I open a new folder on the desktop and title itLNC_Relaunch.I make subfolders and stop before I start color-coding; a brand-new system won’t save me if the work doesn’t come back. I jot a list in black pen, hard lines, no doodles. Brainstorm every idea until my hand cramps.
Salem pokes his head in. He nods at me, a question mark and a period. “You good?”
“I’m upright. That’s about as good as I can say I am right now.”
“That counts.” He wanders away.
I’m surprised he hasn’t apologized for making such a mess of things, but considering his scale of screwups—at least, the ones the public knows about—maybe this is nothing to him.
I put my phone on Do Not Disturb and answer two unpaid invoices withFriendly reminder attachedsubject lines and a level of chill I’ve earned. I archive threeAre you availableemails from people who want a free brainstorm under the heading of “coffee.”
No.
I go back to the sketch and push it into the laptop with a quick photo. I trace the shapes in Illustrator and set the type with a default weight while I test angles. I keep it rough on purpose. The point isn’t to make a poster the Strip would buy. The point is to remind my hand how to move.
It’s been no time at all, and my hand is aching to stop.
Suck it up, buttercup.
Half an hour in, the suite key clicks and Knox slips back in by himself. He takes in the room like he’s logging proof of life. He walks over and looks at the sketch without invading the desk. “That’s good.”
“It’s a doodle.”
“It’s honest,” he says. “That reads.”
“Haven’t come up with a client who wantshonest.”
“You are the client. For once.”
I get what he means, but I’m not sure it matters. “I let my work get small. Not on purpose. I said yes to what was in front of me. The big stuff takes quiet and time. I got good at waiting for his keys in the lock. No quiet. No creativity.”
“Lost a lot?”
“Most of my regulars moved on. I don’t blame them. The few who stayed got the polite version of me. I hate the polite version of me.”
“You going to fix it?”
“I’m going to relaunch. Lou Navarro Creative. New site. New rules.”
He nods like we’ve already signed a contract. “Good.”
“I don’t know if there’s a market for a woman who wants to make things that don’t apologize.”
“Profound. But there is.” He taps the drawing lightly with one knuckle. “This sayshire me because I know what I’m doing, not because I’ll say yes to your cousin’s opinion.”
“The cousin always has opinions.”
“The cousin doesn’t cut checks.Art Directorcrossed my mind when I saw that.”
I huff. “You’re sweet. I’m stubborn and scrappy. That’s not the same asArt Director.”
“It’s exactly the same. You point at the thing, say what’s wrong or right, and then you make people better.”
“People are the hard part.”
“Always.” He shrugs. “They’re also the part that pays.”
I look at the sketch again and try on the title Art Director in my head. It doesn’t fit. It doesn’t not fit. “Maybe.”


» ASSIGNMENT
Report all lines below with the word "meaning".

» MATERIAL SHOWN

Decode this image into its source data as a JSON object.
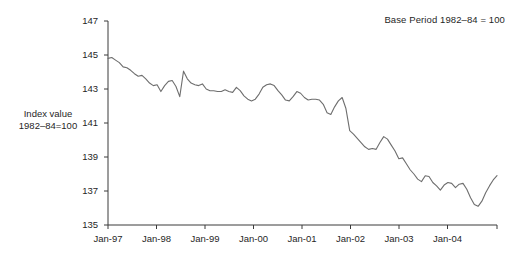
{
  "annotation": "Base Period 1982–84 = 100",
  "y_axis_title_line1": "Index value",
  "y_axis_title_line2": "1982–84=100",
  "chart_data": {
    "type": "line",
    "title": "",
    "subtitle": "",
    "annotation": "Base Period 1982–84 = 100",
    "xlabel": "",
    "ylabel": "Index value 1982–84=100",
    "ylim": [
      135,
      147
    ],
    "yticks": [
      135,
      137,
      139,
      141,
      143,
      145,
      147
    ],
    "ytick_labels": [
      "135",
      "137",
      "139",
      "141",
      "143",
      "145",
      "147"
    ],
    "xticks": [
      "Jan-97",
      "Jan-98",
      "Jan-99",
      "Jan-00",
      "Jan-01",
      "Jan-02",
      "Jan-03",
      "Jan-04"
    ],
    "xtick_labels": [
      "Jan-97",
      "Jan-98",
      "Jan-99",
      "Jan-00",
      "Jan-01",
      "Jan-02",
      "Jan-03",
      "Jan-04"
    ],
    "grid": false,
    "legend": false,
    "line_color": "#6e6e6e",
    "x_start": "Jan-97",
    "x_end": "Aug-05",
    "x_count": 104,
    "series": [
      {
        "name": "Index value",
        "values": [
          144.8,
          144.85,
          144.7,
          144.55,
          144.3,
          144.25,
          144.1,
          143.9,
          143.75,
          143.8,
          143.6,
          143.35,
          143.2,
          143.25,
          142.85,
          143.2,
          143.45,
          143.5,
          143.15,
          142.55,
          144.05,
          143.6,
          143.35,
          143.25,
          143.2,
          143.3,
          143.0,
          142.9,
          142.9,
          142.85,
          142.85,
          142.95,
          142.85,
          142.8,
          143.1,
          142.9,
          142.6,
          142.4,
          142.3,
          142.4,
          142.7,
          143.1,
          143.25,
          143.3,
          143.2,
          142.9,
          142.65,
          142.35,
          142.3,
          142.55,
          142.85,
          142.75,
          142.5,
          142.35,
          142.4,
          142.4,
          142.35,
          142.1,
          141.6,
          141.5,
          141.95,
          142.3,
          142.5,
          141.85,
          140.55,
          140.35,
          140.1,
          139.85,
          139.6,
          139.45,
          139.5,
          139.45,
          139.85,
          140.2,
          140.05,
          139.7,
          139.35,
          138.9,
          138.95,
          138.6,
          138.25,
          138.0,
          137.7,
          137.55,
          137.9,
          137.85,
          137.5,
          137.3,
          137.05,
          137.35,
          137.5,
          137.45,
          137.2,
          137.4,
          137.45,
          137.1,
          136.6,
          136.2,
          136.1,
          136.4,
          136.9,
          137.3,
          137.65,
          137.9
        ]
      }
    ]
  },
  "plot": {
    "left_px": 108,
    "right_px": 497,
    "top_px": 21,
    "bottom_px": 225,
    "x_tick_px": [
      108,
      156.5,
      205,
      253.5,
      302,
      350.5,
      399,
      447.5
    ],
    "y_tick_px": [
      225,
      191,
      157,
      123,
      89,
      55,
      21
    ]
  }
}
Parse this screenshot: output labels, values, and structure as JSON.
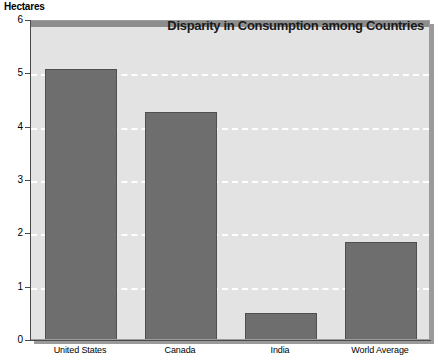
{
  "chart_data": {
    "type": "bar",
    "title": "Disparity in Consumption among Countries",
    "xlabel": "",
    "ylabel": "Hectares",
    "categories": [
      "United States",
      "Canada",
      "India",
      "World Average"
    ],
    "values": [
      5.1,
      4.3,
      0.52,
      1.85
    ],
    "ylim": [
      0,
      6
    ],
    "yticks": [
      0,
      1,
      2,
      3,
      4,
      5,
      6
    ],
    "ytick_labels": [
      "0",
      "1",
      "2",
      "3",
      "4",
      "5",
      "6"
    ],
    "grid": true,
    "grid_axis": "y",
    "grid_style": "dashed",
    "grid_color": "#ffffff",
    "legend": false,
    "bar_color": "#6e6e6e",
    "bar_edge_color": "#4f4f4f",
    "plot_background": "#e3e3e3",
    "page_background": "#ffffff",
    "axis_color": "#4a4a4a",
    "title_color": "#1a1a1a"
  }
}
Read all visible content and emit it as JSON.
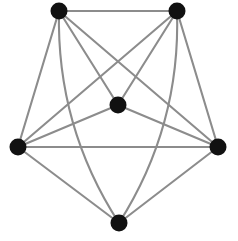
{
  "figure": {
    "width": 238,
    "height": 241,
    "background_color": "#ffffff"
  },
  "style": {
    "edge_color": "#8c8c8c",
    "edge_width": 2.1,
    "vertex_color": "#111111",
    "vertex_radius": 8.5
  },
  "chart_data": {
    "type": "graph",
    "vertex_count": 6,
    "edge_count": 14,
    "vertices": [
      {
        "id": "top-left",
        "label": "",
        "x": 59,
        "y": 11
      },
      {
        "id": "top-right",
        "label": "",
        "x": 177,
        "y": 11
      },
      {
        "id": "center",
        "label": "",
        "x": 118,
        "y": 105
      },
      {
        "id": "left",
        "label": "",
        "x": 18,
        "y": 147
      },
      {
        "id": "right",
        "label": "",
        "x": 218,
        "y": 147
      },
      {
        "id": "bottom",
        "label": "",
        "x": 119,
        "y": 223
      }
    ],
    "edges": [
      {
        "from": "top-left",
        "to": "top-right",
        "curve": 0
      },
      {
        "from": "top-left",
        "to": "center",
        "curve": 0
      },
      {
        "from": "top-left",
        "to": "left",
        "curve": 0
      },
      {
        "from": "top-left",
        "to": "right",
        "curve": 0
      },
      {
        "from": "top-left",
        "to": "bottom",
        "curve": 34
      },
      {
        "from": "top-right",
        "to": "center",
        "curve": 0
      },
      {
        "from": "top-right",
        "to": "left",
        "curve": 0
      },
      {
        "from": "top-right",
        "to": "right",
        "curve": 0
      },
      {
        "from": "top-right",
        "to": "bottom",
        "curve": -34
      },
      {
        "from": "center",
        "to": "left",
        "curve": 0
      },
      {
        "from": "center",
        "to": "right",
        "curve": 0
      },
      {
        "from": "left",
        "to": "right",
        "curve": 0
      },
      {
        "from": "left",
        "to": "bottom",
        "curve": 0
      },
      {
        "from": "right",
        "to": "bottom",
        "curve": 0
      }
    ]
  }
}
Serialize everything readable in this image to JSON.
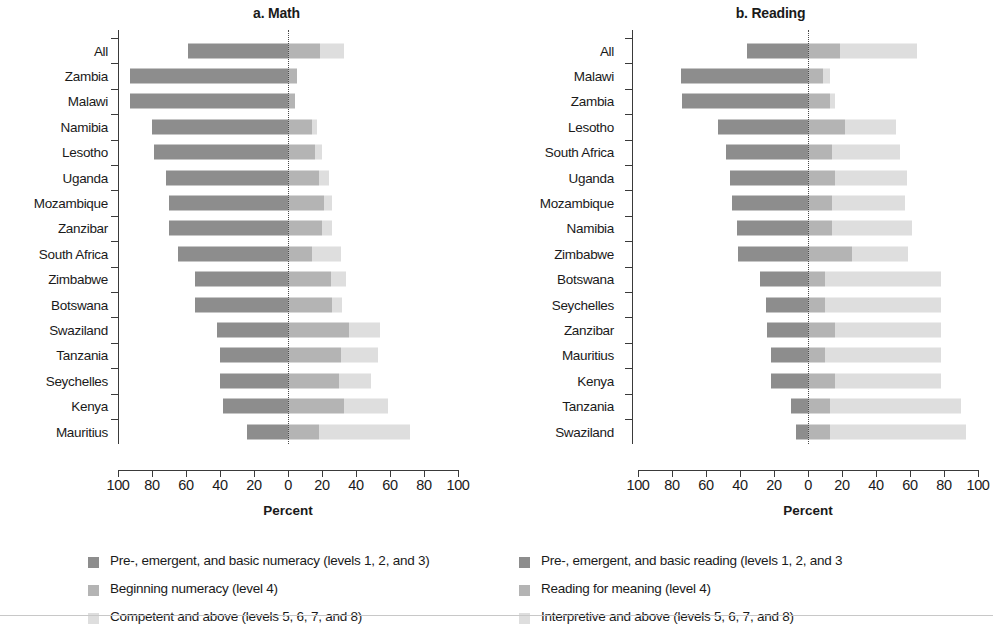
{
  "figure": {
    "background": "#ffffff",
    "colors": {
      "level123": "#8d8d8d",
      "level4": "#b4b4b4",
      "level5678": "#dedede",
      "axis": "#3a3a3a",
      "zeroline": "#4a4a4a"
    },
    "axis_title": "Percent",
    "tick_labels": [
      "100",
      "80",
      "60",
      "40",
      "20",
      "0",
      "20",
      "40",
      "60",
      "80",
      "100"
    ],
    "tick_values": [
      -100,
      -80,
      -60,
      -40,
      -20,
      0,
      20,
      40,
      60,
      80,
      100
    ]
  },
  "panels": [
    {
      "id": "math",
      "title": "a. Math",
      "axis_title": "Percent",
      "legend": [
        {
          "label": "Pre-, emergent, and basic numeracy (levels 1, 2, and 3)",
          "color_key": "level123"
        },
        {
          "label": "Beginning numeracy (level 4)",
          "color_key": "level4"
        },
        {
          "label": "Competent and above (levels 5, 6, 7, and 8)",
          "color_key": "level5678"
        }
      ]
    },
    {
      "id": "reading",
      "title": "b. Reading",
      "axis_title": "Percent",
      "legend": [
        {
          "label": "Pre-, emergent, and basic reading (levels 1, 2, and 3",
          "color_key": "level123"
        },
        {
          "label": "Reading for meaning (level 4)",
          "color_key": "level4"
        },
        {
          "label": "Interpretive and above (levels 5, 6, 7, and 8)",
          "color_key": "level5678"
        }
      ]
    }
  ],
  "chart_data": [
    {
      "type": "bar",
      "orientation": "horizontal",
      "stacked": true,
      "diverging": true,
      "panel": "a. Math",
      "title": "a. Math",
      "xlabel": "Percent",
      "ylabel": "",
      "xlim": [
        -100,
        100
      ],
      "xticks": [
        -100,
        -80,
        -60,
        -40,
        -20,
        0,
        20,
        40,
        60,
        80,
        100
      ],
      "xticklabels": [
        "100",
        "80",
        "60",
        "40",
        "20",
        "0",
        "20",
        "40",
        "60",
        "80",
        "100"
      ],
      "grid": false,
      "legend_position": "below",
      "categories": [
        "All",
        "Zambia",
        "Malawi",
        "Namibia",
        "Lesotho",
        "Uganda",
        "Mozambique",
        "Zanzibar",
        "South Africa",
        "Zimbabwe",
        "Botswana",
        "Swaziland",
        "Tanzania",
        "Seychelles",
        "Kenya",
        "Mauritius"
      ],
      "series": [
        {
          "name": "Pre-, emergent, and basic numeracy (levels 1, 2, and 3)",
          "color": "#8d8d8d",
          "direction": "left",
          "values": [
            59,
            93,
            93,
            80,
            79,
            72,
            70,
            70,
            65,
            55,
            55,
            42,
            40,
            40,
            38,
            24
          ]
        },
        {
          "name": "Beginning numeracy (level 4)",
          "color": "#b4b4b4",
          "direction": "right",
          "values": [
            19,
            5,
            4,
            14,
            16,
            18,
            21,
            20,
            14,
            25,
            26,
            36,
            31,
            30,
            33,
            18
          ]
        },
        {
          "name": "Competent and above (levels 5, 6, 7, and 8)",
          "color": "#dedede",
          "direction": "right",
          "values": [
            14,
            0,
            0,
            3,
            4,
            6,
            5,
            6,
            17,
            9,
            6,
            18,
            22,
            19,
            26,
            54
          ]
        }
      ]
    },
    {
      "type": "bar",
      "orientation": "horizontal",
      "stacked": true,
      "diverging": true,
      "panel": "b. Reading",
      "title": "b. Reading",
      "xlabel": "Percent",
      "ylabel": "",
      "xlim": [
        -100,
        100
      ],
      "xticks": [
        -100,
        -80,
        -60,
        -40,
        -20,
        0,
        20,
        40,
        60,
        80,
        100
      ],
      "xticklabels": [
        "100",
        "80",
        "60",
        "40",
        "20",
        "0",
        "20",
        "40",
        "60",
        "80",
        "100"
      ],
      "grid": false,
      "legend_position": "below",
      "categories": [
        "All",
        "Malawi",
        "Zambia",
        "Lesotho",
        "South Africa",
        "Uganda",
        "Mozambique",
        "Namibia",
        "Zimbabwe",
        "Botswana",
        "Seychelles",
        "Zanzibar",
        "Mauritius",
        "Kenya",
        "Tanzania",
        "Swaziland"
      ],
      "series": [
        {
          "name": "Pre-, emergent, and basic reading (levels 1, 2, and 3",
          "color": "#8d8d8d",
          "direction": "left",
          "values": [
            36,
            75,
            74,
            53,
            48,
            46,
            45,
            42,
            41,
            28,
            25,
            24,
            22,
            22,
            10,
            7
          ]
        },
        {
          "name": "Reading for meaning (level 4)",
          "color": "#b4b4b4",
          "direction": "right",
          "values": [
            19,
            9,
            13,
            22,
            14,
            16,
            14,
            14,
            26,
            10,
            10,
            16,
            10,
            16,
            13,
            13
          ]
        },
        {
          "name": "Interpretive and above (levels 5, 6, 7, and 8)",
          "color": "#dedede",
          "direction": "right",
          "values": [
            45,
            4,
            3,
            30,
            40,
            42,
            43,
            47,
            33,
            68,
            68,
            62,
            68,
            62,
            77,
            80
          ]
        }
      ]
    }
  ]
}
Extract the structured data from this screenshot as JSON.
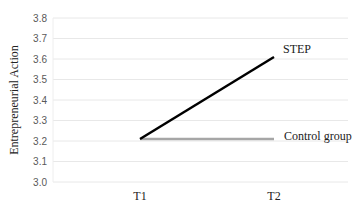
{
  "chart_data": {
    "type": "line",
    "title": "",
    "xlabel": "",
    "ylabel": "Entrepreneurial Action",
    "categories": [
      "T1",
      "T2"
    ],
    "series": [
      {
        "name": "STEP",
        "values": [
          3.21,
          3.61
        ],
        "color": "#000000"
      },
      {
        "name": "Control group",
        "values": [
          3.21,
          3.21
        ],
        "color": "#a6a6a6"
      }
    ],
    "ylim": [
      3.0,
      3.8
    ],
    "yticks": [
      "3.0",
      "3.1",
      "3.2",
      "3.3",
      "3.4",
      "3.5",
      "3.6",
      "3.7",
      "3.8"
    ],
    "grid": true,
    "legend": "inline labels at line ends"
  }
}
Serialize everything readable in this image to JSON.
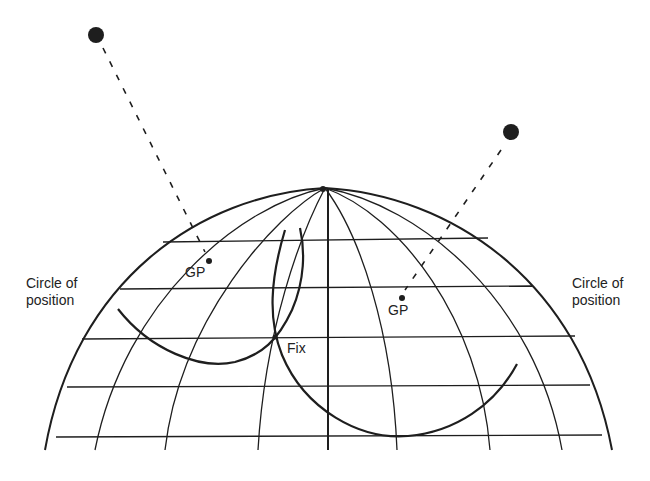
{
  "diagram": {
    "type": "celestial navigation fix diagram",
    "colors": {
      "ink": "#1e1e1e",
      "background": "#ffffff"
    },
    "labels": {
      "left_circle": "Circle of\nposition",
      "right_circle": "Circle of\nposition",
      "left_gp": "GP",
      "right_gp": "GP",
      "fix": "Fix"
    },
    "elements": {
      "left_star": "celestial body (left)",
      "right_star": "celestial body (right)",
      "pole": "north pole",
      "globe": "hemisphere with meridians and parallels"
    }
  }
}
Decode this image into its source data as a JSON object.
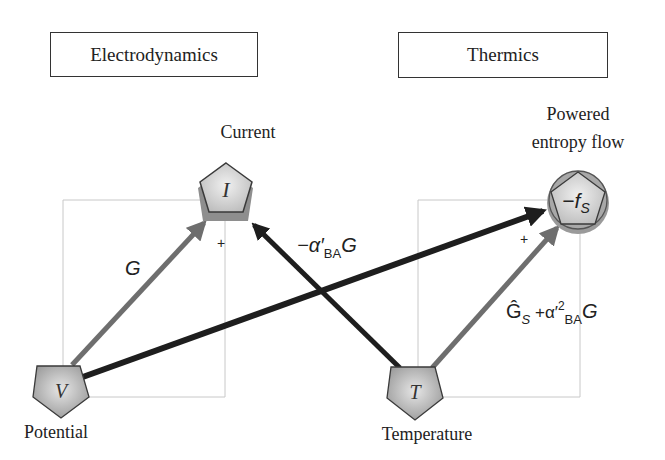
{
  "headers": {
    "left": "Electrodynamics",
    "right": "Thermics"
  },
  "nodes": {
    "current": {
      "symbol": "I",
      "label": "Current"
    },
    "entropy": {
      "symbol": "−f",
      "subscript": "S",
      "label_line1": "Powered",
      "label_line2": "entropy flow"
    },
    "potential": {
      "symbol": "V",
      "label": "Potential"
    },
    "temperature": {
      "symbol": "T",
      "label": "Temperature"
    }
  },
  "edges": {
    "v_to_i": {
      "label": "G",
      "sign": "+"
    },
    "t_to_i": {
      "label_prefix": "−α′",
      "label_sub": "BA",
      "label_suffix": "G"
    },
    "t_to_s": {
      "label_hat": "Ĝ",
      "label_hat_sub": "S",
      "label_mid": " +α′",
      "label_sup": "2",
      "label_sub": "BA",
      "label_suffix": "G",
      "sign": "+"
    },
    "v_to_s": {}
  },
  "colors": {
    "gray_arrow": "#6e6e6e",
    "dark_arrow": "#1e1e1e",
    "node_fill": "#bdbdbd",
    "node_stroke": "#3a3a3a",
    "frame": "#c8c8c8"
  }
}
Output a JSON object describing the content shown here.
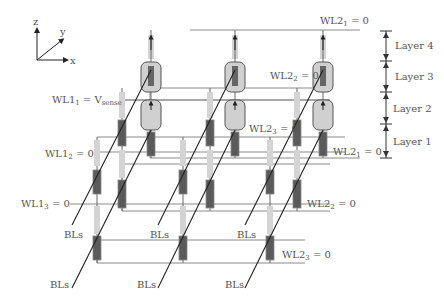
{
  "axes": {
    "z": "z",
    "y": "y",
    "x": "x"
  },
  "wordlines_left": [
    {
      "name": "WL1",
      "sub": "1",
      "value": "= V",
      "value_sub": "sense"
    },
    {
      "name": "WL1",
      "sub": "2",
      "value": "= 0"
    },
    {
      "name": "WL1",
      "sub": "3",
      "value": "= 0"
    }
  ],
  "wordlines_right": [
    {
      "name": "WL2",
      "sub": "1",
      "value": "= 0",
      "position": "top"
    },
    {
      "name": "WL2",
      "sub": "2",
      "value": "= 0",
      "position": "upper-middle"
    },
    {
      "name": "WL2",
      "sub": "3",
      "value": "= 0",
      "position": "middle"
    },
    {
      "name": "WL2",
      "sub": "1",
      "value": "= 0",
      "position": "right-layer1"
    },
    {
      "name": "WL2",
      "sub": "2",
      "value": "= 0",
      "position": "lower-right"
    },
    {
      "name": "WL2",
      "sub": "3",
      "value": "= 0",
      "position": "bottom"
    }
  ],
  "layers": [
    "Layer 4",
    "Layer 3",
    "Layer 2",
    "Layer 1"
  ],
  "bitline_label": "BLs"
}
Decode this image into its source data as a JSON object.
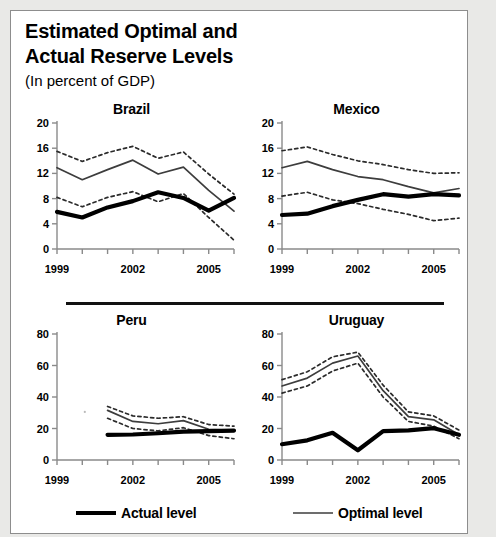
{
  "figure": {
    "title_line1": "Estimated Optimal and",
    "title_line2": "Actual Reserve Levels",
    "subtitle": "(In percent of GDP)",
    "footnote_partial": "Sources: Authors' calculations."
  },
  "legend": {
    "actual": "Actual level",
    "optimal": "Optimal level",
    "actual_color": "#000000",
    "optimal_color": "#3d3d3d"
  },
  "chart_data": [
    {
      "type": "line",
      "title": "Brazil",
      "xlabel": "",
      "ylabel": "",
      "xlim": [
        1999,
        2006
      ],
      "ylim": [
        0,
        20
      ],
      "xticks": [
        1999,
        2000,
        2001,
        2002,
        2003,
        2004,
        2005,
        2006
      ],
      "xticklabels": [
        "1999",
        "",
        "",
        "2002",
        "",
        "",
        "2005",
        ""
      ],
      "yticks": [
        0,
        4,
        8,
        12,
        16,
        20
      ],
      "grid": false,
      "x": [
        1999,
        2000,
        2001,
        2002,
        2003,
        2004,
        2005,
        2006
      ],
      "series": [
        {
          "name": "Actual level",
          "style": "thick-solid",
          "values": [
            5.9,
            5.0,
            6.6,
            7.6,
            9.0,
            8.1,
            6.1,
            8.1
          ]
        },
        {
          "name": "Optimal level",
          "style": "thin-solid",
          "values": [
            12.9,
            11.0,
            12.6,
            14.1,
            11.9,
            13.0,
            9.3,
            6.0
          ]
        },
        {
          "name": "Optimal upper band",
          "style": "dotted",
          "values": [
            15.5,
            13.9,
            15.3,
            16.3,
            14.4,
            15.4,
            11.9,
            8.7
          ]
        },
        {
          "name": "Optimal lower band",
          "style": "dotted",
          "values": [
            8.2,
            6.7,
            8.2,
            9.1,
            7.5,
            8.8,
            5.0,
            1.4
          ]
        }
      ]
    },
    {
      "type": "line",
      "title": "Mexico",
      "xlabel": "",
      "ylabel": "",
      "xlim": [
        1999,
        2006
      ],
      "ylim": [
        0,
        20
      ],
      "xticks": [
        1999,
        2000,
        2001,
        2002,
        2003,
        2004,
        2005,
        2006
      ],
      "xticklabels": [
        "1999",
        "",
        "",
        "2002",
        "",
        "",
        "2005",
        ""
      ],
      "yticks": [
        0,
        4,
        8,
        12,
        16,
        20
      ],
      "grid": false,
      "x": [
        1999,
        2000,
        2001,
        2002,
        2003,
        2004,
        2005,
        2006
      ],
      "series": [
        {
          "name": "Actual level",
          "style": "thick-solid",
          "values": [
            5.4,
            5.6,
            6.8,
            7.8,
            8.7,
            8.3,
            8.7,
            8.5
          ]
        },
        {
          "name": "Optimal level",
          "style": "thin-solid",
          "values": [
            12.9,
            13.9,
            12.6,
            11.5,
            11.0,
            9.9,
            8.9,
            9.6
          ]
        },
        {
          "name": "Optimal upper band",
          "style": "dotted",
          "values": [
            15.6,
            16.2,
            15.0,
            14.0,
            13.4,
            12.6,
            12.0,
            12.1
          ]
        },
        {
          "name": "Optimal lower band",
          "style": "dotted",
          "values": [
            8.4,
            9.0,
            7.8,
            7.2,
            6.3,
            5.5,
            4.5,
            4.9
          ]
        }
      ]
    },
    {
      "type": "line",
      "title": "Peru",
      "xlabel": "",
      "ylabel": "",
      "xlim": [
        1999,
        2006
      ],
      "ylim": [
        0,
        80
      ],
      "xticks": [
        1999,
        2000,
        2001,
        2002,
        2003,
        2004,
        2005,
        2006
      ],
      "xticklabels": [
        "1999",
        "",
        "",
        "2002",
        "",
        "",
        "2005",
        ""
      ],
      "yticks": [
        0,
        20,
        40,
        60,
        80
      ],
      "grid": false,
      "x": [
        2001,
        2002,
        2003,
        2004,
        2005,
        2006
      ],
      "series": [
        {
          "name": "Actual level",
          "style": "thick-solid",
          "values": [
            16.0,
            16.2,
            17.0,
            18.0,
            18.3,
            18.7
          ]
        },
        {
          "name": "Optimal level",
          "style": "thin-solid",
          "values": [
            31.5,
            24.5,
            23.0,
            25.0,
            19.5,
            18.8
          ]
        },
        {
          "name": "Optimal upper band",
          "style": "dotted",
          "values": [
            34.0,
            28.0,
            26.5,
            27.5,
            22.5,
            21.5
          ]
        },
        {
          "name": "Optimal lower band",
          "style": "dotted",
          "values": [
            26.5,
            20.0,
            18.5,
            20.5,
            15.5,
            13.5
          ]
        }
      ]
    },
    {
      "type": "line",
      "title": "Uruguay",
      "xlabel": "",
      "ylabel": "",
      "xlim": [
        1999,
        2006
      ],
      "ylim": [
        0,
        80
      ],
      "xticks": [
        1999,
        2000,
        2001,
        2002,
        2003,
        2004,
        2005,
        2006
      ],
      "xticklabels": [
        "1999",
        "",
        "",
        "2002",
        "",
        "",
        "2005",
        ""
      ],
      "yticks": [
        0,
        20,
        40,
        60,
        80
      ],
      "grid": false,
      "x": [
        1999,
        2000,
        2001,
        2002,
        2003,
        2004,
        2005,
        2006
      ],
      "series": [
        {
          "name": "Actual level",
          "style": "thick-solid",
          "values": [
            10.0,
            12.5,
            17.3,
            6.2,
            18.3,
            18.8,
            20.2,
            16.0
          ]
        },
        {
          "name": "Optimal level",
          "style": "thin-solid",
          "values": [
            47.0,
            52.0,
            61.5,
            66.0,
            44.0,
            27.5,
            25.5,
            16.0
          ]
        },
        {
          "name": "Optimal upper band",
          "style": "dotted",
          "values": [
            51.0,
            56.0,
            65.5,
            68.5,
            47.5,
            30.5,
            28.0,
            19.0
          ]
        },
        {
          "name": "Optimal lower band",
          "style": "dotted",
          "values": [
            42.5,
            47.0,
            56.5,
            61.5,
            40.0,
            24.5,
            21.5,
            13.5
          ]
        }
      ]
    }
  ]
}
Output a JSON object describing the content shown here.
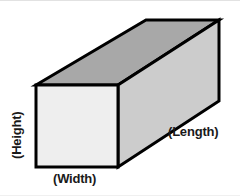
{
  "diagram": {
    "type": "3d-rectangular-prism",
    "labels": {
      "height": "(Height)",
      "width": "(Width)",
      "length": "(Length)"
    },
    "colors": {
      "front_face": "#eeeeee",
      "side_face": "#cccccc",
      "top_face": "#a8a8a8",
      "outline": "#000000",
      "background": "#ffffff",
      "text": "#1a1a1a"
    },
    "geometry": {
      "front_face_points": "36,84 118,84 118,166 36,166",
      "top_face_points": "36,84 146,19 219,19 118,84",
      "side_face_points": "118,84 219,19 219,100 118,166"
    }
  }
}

» TASK ANSWER
          "label": "Reading for meaning (level 4)",
          "name": "Reading for meaning (level 4)",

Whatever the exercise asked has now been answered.